Registered Democrats outnumber Republicans here three to two, but in true Southern style, that margin is shrinking.

SEAN RILEY: If you look at the voter turnout, it was such a small sampling of Kentucky Democrats.

BULLARD: Sean Riley(ph) voted for Mr. Obama yesterday and he hopes to be one of the president's delegates at the convention this summer.

RILEY: You know, when we get to the general election, Obama's not going to win Kentucky, barring some miracle, and so it really wasn't too big of a surprise on that.

BULLARD: Riley says, when you look at a map of the results, the uncommitted number makes even more sense.

RILEY: He won central Kentucky pretty heavily. Obviously, he won Louisville huge. He won the Ashland area, but far eastern Kentucky and far western Kentucky are the two parts of the state that he lost. And when you think about those two parts of the state, those are the heaviest coal counties.

BULLARD: Coal interests are one of the president's top opponents in the state. The eastern and western counties are also rural and white rural Southerners voting against the president isn't a surprise. But there were some surprises in the areas where Mr. Obama won.

TIFF GONZALES: Right now, President Obama does not have my vote in November.

BULLARD: Tiff Gonzales(ph) lives in Louisville.
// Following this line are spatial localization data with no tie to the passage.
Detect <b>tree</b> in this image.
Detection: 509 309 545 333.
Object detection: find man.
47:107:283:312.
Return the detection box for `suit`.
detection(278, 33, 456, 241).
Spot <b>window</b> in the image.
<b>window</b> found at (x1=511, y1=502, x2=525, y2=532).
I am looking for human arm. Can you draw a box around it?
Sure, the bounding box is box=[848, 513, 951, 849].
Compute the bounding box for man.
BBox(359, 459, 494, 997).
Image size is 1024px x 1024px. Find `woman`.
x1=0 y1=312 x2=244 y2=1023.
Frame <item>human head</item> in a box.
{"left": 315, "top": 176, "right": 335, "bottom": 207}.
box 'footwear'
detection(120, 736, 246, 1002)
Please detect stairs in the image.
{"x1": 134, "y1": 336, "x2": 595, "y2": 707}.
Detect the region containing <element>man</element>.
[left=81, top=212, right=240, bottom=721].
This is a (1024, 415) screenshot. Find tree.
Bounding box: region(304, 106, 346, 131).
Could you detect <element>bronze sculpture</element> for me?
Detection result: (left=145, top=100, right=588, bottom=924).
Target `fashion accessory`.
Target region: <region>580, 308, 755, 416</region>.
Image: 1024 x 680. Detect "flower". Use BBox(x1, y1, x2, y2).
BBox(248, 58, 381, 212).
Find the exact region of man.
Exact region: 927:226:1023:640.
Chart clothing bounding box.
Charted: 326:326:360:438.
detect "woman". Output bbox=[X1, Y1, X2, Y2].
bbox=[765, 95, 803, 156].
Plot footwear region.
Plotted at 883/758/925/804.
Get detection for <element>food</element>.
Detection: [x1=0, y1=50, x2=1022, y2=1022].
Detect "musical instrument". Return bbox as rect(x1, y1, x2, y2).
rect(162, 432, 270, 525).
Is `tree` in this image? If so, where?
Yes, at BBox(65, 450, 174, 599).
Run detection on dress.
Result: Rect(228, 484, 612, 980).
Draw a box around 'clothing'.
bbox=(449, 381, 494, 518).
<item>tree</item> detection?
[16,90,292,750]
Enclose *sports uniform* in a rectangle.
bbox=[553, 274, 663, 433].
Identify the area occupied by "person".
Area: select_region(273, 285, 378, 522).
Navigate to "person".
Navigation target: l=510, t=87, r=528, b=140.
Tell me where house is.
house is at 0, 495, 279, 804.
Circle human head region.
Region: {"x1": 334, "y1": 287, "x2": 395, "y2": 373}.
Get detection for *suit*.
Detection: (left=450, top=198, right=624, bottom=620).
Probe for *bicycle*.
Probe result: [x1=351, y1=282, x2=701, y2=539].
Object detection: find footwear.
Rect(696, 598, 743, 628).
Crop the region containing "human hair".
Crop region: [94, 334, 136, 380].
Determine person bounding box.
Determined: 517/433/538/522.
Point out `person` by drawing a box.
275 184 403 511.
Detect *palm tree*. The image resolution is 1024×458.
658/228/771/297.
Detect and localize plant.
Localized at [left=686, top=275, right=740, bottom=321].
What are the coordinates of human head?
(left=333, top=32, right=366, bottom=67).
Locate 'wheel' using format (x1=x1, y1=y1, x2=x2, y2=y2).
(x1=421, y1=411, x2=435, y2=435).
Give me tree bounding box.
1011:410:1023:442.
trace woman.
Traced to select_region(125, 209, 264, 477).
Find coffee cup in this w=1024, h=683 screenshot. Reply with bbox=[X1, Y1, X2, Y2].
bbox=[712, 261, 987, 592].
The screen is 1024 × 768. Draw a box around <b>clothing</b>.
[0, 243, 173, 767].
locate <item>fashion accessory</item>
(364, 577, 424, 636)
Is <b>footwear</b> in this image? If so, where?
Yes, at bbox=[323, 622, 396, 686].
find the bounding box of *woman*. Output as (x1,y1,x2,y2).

She voted uncommitted. She says the president is too conservative on her number one issue.

GONZALES: While I was a supporter of President Obama - or then candidate Obama - in 2008, I've been really displeased with his stance on immigration policies.

BULLARD: Specifically, Gonzales thinks the administration's immigration policy has led to too many deportations and broken up too many families.

Other uncommitteds, like Mark Brering(ph), had a different goal.

MARK BRERING: I was not happy with my choices for the ballot, plus I find myself a bit of an iconoclast and wanted just to make my point heard.

BULLARD: Brering says no candidate on either side of the ballot really represents all of his views and he wanted to show that, but he'll go back to Mr. Obama in the fall.

BRERING: I'm happy enough. He hasn't done a lot of things I would prefer, but he's certainly better than any other alternative.

BULLARD: Even with uncommitted getting more than 40 percent of the primary vote yesterday, Mr. Obama's percentage of the vote was up from 2008. That's when he lost to Hillary Clinton in a landslide just weeks before securing the nomination. And while the uncommitted numbers may look embarrassing for the president, supporters here are quick to point out that he won 1,700 more votes than Mitt Romney.

For NPR News, I'm Gabe Bullard in Louisville.

(SOUNDBITE OF MUSIC) Transcript provided by NPR, Copyright NPR.

Gabe Bullard joined WFPL in 2008 as a reporter on the city politics beat. Since then, he's reported, blogged, hosted and edited during elections, severe weather and the Fairdale Sasquatch scare of 2009. Before coming to Louisville, Gabe lived in St. Louis, which was his home base for years of growing up, studying and interning at various media outlets around the country.